This week marked the end of the Fed’s hopes for a normal economic recovery and the beginning of an acknowledgment from the central bank that a return to “normal” interest rates might never happen.
It’s not that Chairwoman Janet Yellen and company foresee the economic recovery petering out. Fed officials, in their newly released projections, still see growth picking up the rest of this year after a weak first quarter and the unemployment rate still falling.
But their latest projections and statements envision weaker global growth and rule out the possibility of a robust recovery like previous ones, in which the Fed raises rates steadily and predictably in meeting after meeting to keep up with the rapid recovery. It’s a view shift that comes nearly eight years after the financial crisis and just months before an election that will be shaped largely by voters’ perceptions of the economy.
In her quarterly media briefing on Wednesday, Yellen twice referred to the “new normal” reflected in the Fed’s latest projections for a significantly slower series of rate hikes over the next few years: slower, yet steady, growth, but interest rates held down by some combination of low productivity, fears about overseas economic risk and demographic slowdown.
Analysts were surprised that the Fed could mark down its projected interest rate hikes given that, apart from a weak May jobs report, not much changed between when the Fed last updated its projections in March and now.
If it wasn’t incoming data that changed the Fed, it was instead a “sea change” in Fed officials’ way of thinking, according to University of Oregon economist Tim Duy, speaking on Bloomberg TV.
Federal Reserve Bank of St. Louis President James Bullard wrote in a paper released Friday that the post-crisis way of thinking at the Fed, that the economy was bound to spring back to its previous full health at some point, had “likely outlived its usefulness.”
Goldman Sachs economists Zach Pandl and Jan Hatzius wrote that the Fed’s decision and projections were “arguably a partial adoption of the secular stagnation hypothesis,” referring to the theory advanced by Harvard professor and former Obama adviser Larry Summers. Summers has speculated that the economy may be suffering from a persistent lack of demand for goods and services that may not be self-correcting.
The immediate implication for the U.S. is that, even with continued ultra-low rates from the Fed, the economy should not be expected to roar back, especially not before the November elections.
“Three percent growth — gone as an idea,” Societe Generale global strategist Kit Juckes said Friday in an interview with Bloomberg Surveillance. “This is the Fed accepting the new normal as the growth prospects. We’re in a world where 2 percent growth is kind of as good as it gets.”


### EXERCISE REQUIREMENTS:
What is wanted is an exact copy of all the entries.

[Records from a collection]

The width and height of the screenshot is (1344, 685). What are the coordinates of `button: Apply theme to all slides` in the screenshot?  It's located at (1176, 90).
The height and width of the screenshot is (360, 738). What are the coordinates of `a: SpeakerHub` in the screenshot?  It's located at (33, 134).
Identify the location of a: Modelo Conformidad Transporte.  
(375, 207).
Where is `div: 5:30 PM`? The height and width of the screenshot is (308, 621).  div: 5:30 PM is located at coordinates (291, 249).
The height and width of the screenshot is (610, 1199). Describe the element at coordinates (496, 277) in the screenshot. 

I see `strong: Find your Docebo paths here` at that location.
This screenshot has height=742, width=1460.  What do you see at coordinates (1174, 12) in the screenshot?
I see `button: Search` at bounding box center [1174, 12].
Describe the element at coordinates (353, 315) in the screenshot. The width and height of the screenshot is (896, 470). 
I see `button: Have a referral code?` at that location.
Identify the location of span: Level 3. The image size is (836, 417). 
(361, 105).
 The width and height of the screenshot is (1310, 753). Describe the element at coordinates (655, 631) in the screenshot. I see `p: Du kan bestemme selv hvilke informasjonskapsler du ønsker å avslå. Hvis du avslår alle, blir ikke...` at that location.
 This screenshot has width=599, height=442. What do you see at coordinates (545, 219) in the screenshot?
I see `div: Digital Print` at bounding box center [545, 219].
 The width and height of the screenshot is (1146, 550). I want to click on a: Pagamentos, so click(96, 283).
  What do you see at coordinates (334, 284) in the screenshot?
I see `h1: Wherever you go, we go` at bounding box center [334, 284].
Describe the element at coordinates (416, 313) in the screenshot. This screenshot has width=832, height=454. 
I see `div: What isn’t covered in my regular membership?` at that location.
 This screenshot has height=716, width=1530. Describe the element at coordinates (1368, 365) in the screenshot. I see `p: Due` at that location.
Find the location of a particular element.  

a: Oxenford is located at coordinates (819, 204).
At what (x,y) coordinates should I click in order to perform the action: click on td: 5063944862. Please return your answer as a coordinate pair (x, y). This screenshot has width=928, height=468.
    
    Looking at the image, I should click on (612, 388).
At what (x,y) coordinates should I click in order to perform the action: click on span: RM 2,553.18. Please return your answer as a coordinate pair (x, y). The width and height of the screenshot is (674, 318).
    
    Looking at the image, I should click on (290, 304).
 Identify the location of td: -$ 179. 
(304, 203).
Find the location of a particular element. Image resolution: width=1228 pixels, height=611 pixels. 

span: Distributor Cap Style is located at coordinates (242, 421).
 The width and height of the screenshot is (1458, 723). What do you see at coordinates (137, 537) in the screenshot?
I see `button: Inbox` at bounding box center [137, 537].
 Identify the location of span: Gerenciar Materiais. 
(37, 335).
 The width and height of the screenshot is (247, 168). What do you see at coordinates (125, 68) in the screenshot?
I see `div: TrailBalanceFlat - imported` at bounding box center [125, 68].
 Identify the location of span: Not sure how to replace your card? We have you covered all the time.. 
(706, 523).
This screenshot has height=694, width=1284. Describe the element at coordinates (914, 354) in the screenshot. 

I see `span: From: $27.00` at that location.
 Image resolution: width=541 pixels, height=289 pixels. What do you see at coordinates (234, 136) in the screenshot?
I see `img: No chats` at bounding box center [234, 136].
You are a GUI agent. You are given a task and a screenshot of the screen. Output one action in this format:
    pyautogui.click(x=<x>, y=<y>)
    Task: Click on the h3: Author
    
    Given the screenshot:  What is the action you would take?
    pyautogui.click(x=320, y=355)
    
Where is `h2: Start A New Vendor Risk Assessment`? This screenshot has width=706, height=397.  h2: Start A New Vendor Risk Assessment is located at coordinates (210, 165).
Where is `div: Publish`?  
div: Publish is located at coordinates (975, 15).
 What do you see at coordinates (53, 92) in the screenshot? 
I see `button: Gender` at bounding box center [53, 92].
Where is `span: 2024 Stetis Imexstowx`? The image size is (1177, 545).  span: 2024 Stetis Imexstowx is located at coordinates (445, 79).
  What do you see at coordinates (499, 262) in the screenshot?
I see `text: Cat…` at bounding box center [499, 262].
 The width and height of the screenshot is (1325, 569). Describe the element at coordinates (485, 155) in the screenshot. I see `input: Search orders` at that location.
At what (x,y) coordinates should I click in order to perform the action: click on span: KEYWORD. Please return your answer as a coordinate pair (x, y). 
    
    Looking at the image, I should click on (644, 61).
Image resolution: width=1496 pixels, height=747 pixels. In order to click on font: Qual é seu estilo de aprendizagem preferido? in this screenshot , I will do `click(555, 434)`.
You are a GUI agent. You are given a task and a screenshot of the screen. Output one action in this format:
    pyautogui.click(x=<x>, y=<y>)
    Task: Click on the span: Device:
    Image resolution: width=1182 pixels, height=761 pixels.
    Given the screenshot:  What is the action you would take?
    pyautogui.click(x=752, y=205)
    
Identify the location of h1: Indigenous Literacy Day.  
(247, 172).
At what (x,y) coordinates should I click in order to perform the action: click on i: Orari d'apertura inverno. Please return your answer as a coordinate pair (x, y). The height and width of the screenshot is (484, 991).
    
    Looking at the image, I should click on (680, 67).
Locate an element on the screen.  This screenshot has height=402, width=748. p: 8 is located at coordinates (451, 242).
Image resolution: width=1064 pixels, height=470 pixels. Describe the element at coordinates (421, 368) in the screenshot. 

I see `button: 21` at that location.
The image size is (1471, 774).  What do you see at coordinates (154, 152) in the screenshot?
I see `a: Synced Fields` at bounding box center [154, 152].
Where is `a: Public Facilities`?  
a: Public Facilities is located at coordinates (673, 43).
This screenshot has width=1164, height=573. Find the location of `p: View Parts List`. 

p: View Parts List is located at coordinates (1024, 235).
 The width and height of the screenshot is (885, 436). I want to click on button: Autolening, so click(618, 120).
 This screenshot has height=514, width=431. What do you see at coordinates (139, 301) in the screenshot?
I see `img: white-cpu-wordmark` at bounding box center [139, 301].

### REPLY:
The width and height of the screenshot is (1344, 685). What are the coordinates of `button: Apply theme to all slides` in the screenshot?  It's located at (1176, 90).
The height and width of the screenshot is (360, 738). What are the coordinates of `a: SpeakerHub` in the screenshot?  It's located at (33, 134).
Identify the location of a: Modelo Conformidad Transporte.  
(375, 207).
Where is `div: 5:30 PM`? The height and width of the screenshot is (308, 621).  div: 5:30 PM is located at coordinates (291, 249).
The height and width of the screenshot is (610, 1199). Describe the element at coordinates (496, 277) in the screenshot. 

I see `strong: Find your Docebo paths here` at that location.
This screenshot has height=742, width=1460.  What do you see at coordinates (1174, 12) in the screenshot?
I see `button: Search` at bounding box center [1174, 12].
Describe the element at coordinates (353, 315) in the screenshot. The width and height of the screenshot is (896, 470). 
I see `button: Have a referral code?` at that location.
Identify the location of span: Level 3. The image size is (836, 417). 
(361, 105).
 The width and height of the screenshot is (1310, 753). Describe the element at coordinates (655, 631) in the screenshot. I see `p: Du kan bestemme selv hvilke informasjonskapsler du ønsker å avslå. Hvis du avslår alle, blir ikke...` at that location.
 This screenshot has width=599, height=442. What do you see at coordinates (545, 219) in the screenshot?
I see `div: Digital Print` at bounding box center [545, 219].
 The width and height of the screenshot is (1146, 550). I want to click on a: Pagamentos, so click(96, 283).
  What do you see at coordinates (334, 284) in the screenshot?
I see `h1: Wherever you go, we go` at bounding box center [334, 284].
Describe the element at coordinates (416, 313) in the screenshot. This screenshot has width=832, height=454. 
I see `div: What isn’t covered in my regular membership?` at that location.
 This screenshot has height=716, width=1530. Describe the element at coordinates (1368, 365) in the screenshot. I see `p: Due` at that location.
Find the location of a particular element.  

a: Oxenford is located at coordinates (819, 204).
At what (x,y) coordinates should I click in order to perform the action: click on td: 5063944862. Please return your answer as a coordinate pair (x, y). This screenshot has width=928, height=468.
    
    Looking at the image, I should click on (612, 388).
At what (x,y) coordinates should I click in order to perform the action: click on span: RM 2,553.18. Please return your answer as a coordinate pair (x, y). The width and height of the screenshot is (674, 318).
    
    Looking at the image, I should click on (290, 304).
 Identify the location of td: -$ 179. 
(304, 203).
Find the location of a particular element. Image resolution: width=1228 pixels, height=611 pixels. 

span: Distributor Cap Style is located at coordinates (242, 421).
 The width and height of the screenshot is (1458, 723). What do you see at coordinates (137, 537) in the screenshot?
I see `button: Inbox` at bounding box center [137, 537].
 Identify the location of span: Gerenciar Materiais. 
(37, 335).
 The width and height of the screenshot is (247, 168). What do you see at coordinates (125, 68) in the screenshot?
I see `div: TrailBalanceFlat - imported` at bounding box center [125, 68].
 Identify the location of span: Not sure how to replace your card? We have you covered all the time.. 
(706, 523).
This screenshot has height=694, width=1284. Describe the element at coordinates (914, 354) in the screenshot. 

I see `span: From: $27.00` at that location.
 Image resolution: width=541 pixels, height=289 pixels. What do you see at coordinates (234, 136) in the screenshot?
I see `img: No chats` at bounding box center [234, 136].
You are a GUI agent. You are given a task and a screenshot of the screen. Output one action in this format:
    pyautogui.click(x=<x>, y=<y>)
    Task: Click on the h3: Author
    
    Given the screenshot:  What is the action you would take?
    pyautogui.click(x=320, y=355)
    
Where is `h2: Start A New Vendor Risk Assessment`? This screenshot has width=706, height=397.  h2: Start A New Vendor Risk Assessment is located at coordinates (210, 165).
Where is `div: Publish`?  
div: Publish is located at coordinates (975, 15).
 What do you see at coordinates (53, 92) in the screenshot? 
I see `button: Gender` at bounding box center [53, 92].
Where is `span: 2024 Stetis Imexstowx`? The image size is (1177, 545).  span: 2024 Stetis Imexstowx is located at coordinates (445, 79).
  What do you see at coordinates (499, 262) in the screenshot?
I see `text: Cat…` at bounding box center [499, 262].
 The width and height of the screenshot is (1325, 569). Describe the element at coordinates (485, 155) in the screenshot. I see `input: Search orders` at that location.
At what (x,y) coordinates should I click in order to perform the action: click on span: KEYWORD. Please return your answer as a coordinate pair (x, y). 
    
    Looking at the image, I should click on (644, 61).
Image resolution: width=1496 pixels, height=747 pixels. In order to click on font: Qual é seu estilo de aprendizagem preferido? in this screenshot , I will do `click(555, 434)`.
You are a GUI agent. You are given a task and a screenshot of the screen. Output one action in this format:
    pyautogui.click(x=<x>, y=<y>)
    Task: Click on the span: Device:
    Image resolution: width=1182 pixels, height=761 pixels.
    Given the screenshot:  What is the action you would take?
    pyautogui.click(x=752, y=205)
    
Identify the location of h1: Indigenous Literacy Day.  
(247, 172).
At what (x,y) coordinates should I click in order to perform the action: click on i: Orari d'apertura inverno. Please return your answer as a coordinate pair (x, y). The height and width of the screenshot is (484, 991).
    
    Looking at the image, I should click on (680, 67).
Locate an element on the screen.  This screenshot has height=402, width=748. p: 8 is located at coordinates (451, 242).
Image resolution: width=1064 pixels, height=470 pixels. Describe the element at coordinates (421, 368) in the screenshot. 

I see `button: 21` at that location.
The image size is (1471, 774).  What do you see at coordinates (154, 152) in the screenshot?
I see `a: Synced Fields` at bounding box center [154, 152].
Where is `a: Public Facilities`?  
a: Public Facilities is located at coordinates (673, 43).
This screenshot has width=1164, height=573. Find the location of `p: View Parts List`. 

p: View Parts List is located at coordinates (1024, 235).
 The width and height of the screenshot is (885, 436). I want to click on button: Autolening, so click(618, 120).
 This screenshot has height=514, width=431. What do you see at coordinates (139, 301) in the screenshot?
I see `img: white-cpu-wordmark` at bounding box center [139, 301].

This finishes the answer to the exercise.